What an Aviation Captain!

But Liberia has never honored Captain Page’s exceptional and unique accomplishments.  It is, however, not too late.  Captain Page, strong and healthy at 82, lives in Mississippi, where this celebrated member of the BWI Class of ’59 is driving 18 wheel tricks that dominate the American highway system. 

Captain Prince Augustus Page also flew jets for Nigeria Airways, during which time he was trained along with Nigerian pilots in France to fly the Airbus.  Captain Page told his classmate, Kenneth Y. Best, author of the History of the Class of ‘59, due to be published shortly, that the AirBus is a European consortium (France, Germany, Great Britain and Italy), which revolutionized the cockpit crew concept that eliminated the requirement for a flight engineer.  This was achieved by eliminating the analogue instruments and replacing them with the cathode ray tube (TV screen) and automation.  

Captain Page later flew jets for Saudi Arabia, the USA, England and Iceland, before retiring.  

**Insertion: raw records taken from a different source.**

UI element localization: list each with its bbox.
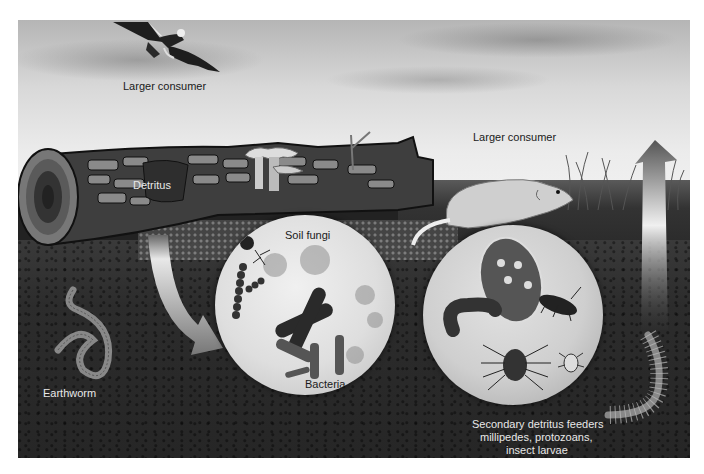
earthworm-icon — [53, 290, 128, 385]
secondary-feeders-icons — [423, 225, 603, 405]
label-rodent-larger-consumer: Larger consumer — [473, 131, 556, 143]
mushroom-cluster-icon — [243, 145, 303, 195]
label-soil-fungi: Soil fungi — [285, 229, 330, 241]
detritus-food-web-illustration: Larger consumer Detritus — [18, 20, 690, 458]
label-detritus: Detritus — [133, 179, 171, 191]
label-bacteria: Bacteria — [305, 378, 345, 390]
microbe-inset-circle: Soil fungi Bacteria — [215, 215, 395, 395]
bacteria-and-fungi-icons — [215, 215, 395, 395]
label-secondary-detritus-feeders: Secondary detritus feeders — [472, 418, 603, 430]
centipede-icon — [603, 330, 683, 425]
label-secondary-feeders-examples: millipedes, protozoans, — [480, 431, 593, 443]
arrow-up — [633, 140, 678, 330]
label-bird-larger-consumer: Larger consumer — [123, 80, 206, 92]
secondary-feeders-inset-circle — [423, 225, 603, 405]
twig — [348, 130, 378, 170]
label-earthworm: Earthworm — [43, 387, 96, 399]
bird-of-prey-icon — [108, 20, 228, 75]
label-insect-larvae: insect larvae — [506, 444, 568, 456]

Today Prince, the passionate auto mechanic which he became at BWI in 1959, now at 82, too old to fly, has followed his constant fascination with 18 wheeler trucks that dominate the American Highway System.  So one day a few years ago he undertook training in these 18-wheeler trucks.  There, the brilliant Prince again topped his class, especially when he outperformed all his classmates in reversing and parking the 18-wheel vehicle!

And so that is how he is spending his retirement time, driving an 18-wheeler hauling farm produce in the Southern United States and earning a living.  He told his classmate and brother Kenneth that he (Captain Page) is not financially well off, though he had worked all those years as a pilot, most especially  because he could not get his money out of the country in which he served the longest as a pilot, Nigeria—for 11 and a half years.   

Born in 1938 in Buchanan, Grand Bassa County, Prince is still fluent in his native tongue, Bassa.

He is anxious to return home and help improve Aviation among his fellow Liberians, and train Liberian military pilots.